As long as I can think (and speaking purely about my circle of family and friends), there seems to have been some stigma associated with liver (and possibly other organs, as differentiated from muscle flesh) and cooking times/temperatures. I.e., some people I know are fine eating steak done rare, but would not touch liver that hasn't been cooked through almost to shoe-sole consistency.
Is this founded on some real fact about the likeliness of liver carrying a higher amount (or more dangerous) pathogens, or is this more of a popular prejudice, maybe correlated to my assumption that liver was in the past probably somewhat of a "poor man's" food?
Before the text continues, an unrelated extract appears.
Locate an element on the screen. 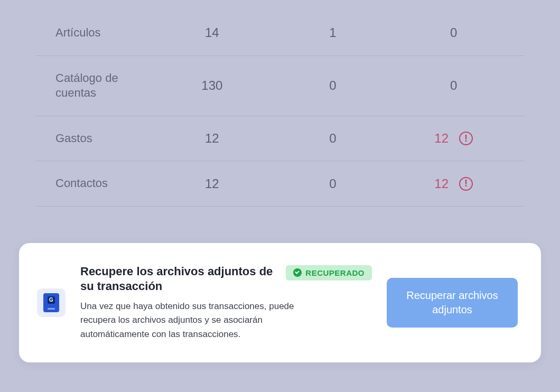 The width and height of the screenshot is (560, 392). table-row: Artículos 14 1 0 is located at coordinates (280, 28).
If you wish, as a secondary aspect, you could expound on whether the answer depends significantly on the type of liver (beef, pig, poultry, ...)
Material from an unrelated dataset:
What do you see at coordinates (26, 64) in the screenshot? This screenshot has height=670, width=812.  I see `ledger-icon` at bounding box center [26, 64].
To focus this question a bit, I am not asking about the issue of whether "bad stuff accumulates in the liver" or whether liver in itself (i.e. it's iron content or other natural components) is to be considered healthy or whether it tastes better cooked in a certain way or other, or anything adjacent like that. I am strictly asking about anything that needs to be killed or neutralized by cooking. For the purpose of this question, assume a source animal kept and slaughtered to the highest standards of health and cleanliness, and an uninterrupted cold chain. Also assume a perfectly healthy consumer with no immune system deficiencies or anything like that.